If you are like most providers, you’re either afraid of being tasked with a high-volume audit, or you’re tired of being audited year after year. Even though the occasional audit may be inevitable as a practicing healthcare provider, compliance plans and audit avoidance strategies are incredibly effective at mitigating your chances of being audited by payers and CMS.
As new technologies progress more and more payers are actively deploying AI capable systems. This shift is now producing more audits of physicians than ever before and directly contributing to higher rates of denials. Audits take time and resources that you don’t have.
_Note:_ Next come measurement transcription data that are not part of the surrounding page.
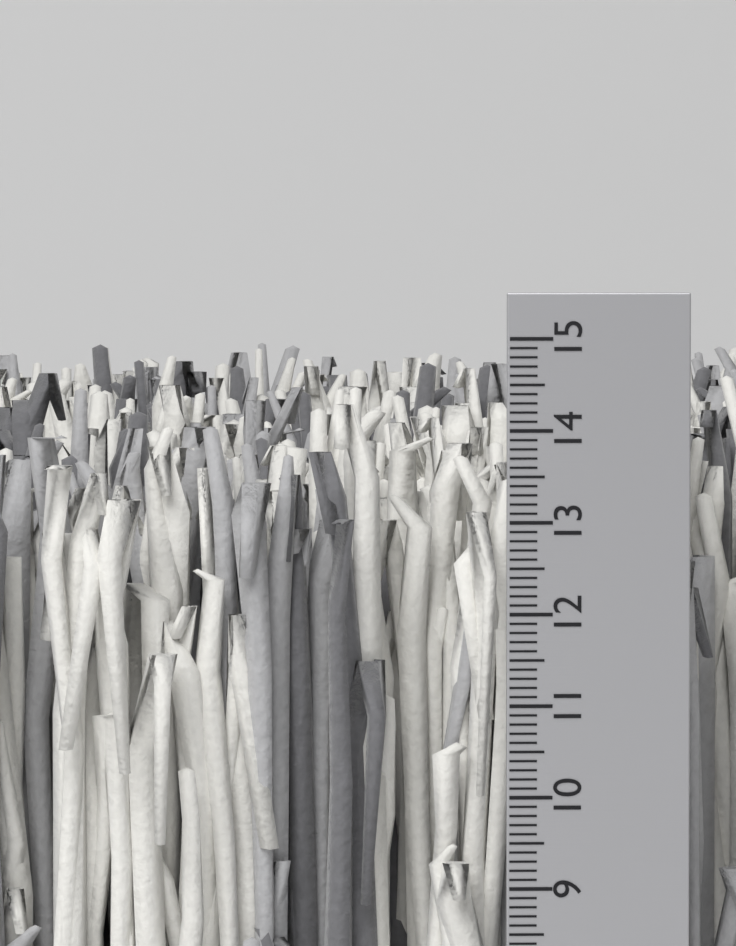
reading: 14.6 cm
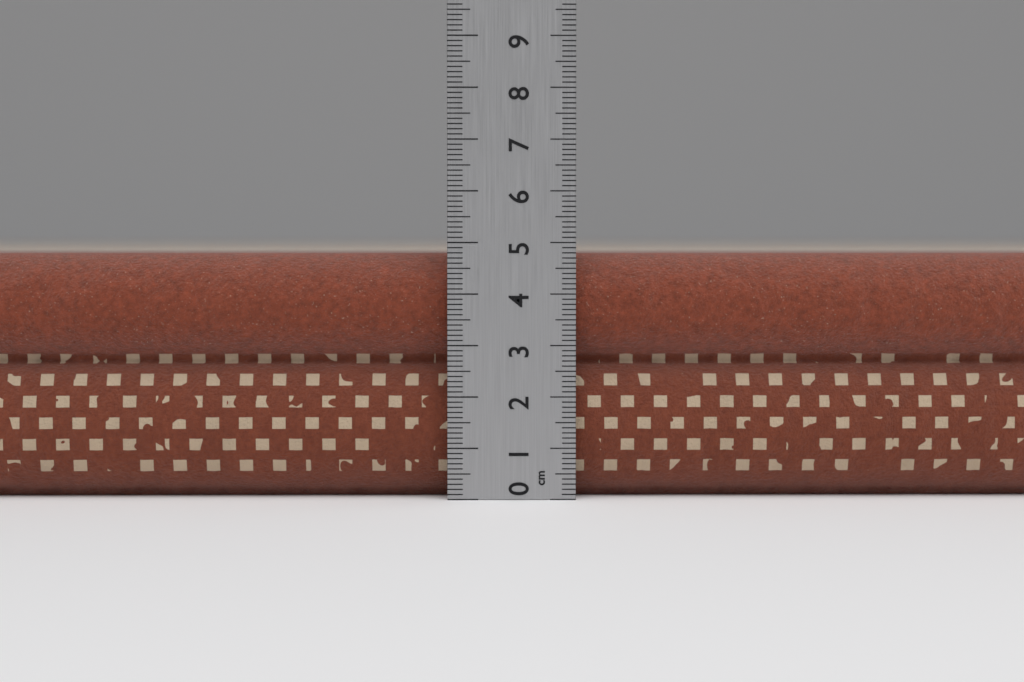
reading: 4.8 cm
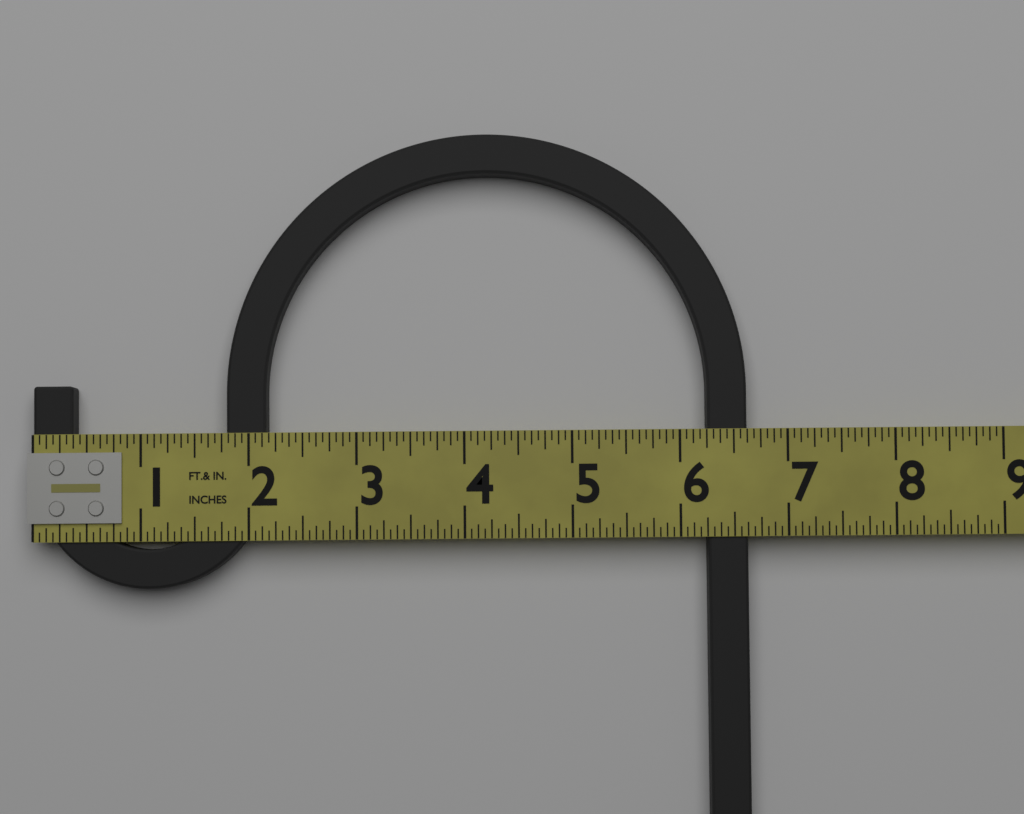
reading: 6.6250 in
You want to be compensated fairly for the work that you are performing and do what you do best – providing quality care for your patients.
Denials are already costing you
On average, one out of out of every five dollars of revenue cycle management (RCM) expenses are due to denials-related issues alone. They cost approximately $118 per claim to appeal, equating to $8.6B in administrative costs in 2016 alone
Do you know your current denial rate?
Denial write-off adjustments average 3 – 4% of net revenue, which equates to $262B in initially denied claims for healthcare providers annually. 1 in 10 claims is denied at an average 350-bed hospital
When it comes to avoiding an audit there is a lot to consider and every situation is unique. However, here are some tips that can help keep you doing what you do best.
How to Avoid an Audit
Understand your data
Are you an outlier? Don’t be afraid to ask your coding and billing company to run a report to compare you to other providers of your specialty.
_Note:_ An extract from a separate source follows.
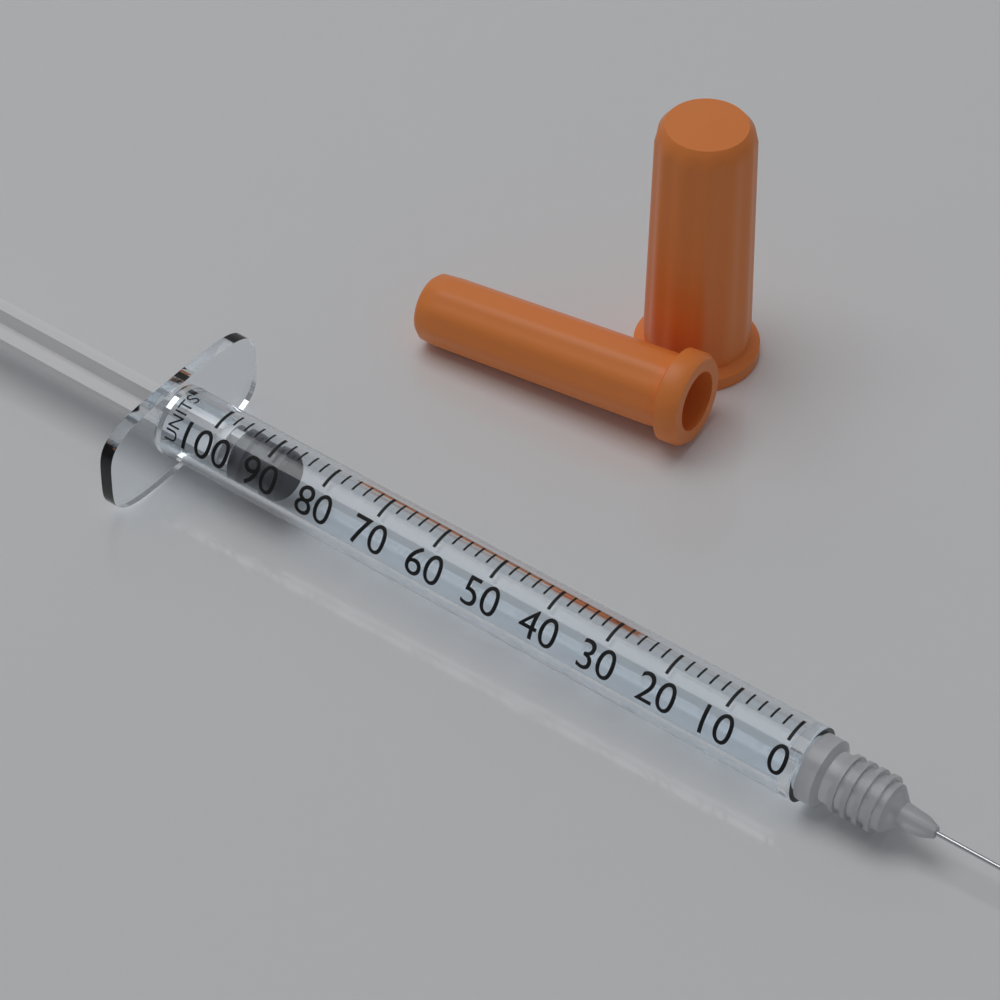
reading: 88 units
Differences between your billing and that of national averages can be due to inappropriate coding and/or insufficient documentation. This could cause a loss of revenue in the future, if it hasn’t already.
Know your denial rate
What is your rate of denials? If you don’t know, this could be problematic. You can learn a lot by looking at the rate that your claims are or more importantly, aren’t, getting paid.
Overuse of modifiers
A common misconception is that your claims won’t get paid unless you append certain modifiers on them all the time, such as modifiers 25 and 59. However, these should only be used if certain criteria is met, and unnecessary use of these may land you in an audit.
Time is money
Time-based codes are scrutinized – heavily. Did you submit claims for an excessive number of hours in a day, not just to one payer, but cumulatively?
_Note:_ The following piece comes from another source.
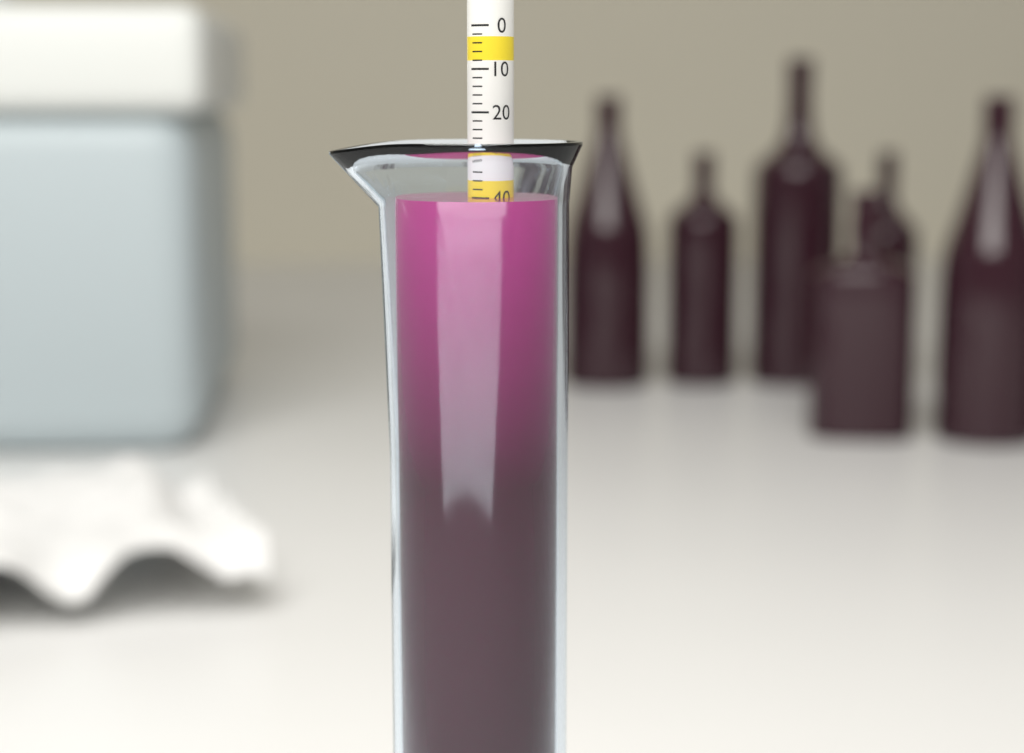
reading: 40 (no unit)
Do it right the first time
Don’t try to experiment when you are sending in documentation and billing to see what gets paid and what doesn’t. This can easily end up setting off red flags with payers.
Document it, all of it
Most important is your documentation. Remember, if it wasn’t documented, it wasn’t done. You could end up not getting paid for the service. Everything from the completeness of whats documented and how its phrased to simple things like signatures
Where the patient is vs. where you are
Billing for services that are considered “incident-to” still have certain requirements. If you are on vacation, making rounds at the hospital across town, or somewhere other than physically in the office space, this is an issue.
Under & over-coding
Undercoding (code billed for is less expensive than services documented) and Overcoding (code billed for is more expensive than services documented) are both improper representations of rendered services and could flag you for an audit, whether you’re billing all Level 2 codes or all Level 5s.
Un-bundling
You may find it more lucrative to bill for multiple CPT codes, even when a single, more appropriate, code would suffice. However, this typically is a red flag that points to intentional forms of over-coding. Staying abreast of the latest codes used by your specialty helps.
Obsolete coding
Coding and billing professionals are responsible for keeping up-to-date with the changes of code sets such as international classification of diseases (ICD) from the World Health Organization, current procedural terminology (CPT) codes from the American Medical Association and Healthcare Common Procedure Coding System (HCPCS) from the Centers for Medicare and Medicaid Services. Most of these are changed annually.
Knowing your place
Even if you use a coding and billing company or certified coders, at the end of the day, the responsibility lies on you. If the billings tied to your NPI are inaccurate, you could be heavily fined or go to jail.
Get expert support
While you can always make positive changes to the way you document and bill, there’s only so much advice that can fit on a single page. Advize Health has spent nearly 15 years learning the selection criteria and patterns of mandatory audits to better help providers like you avoid unexpected and overwhelming documentation audits. We know how stressful receiving a heralding letter can be. Payers hire us to send them. You’re overworked and understaffed. Your documentation needs to be transcribed. You securely store archived records offsite. We understand what it takes to participate in an audit, and we want to help you plan, prepare, and ultimately, avoid being audited.
Our team of highly trained medical coders, data analysts, fraud examiners, and compliance experts will work with you to devise a customized audit avoidance plan to help you understand your data, your risks, your documentation, modifier usage, unbundling, and more to get your documentation up to audit standards while helping you avoid being flagged for audit by payers and CMS.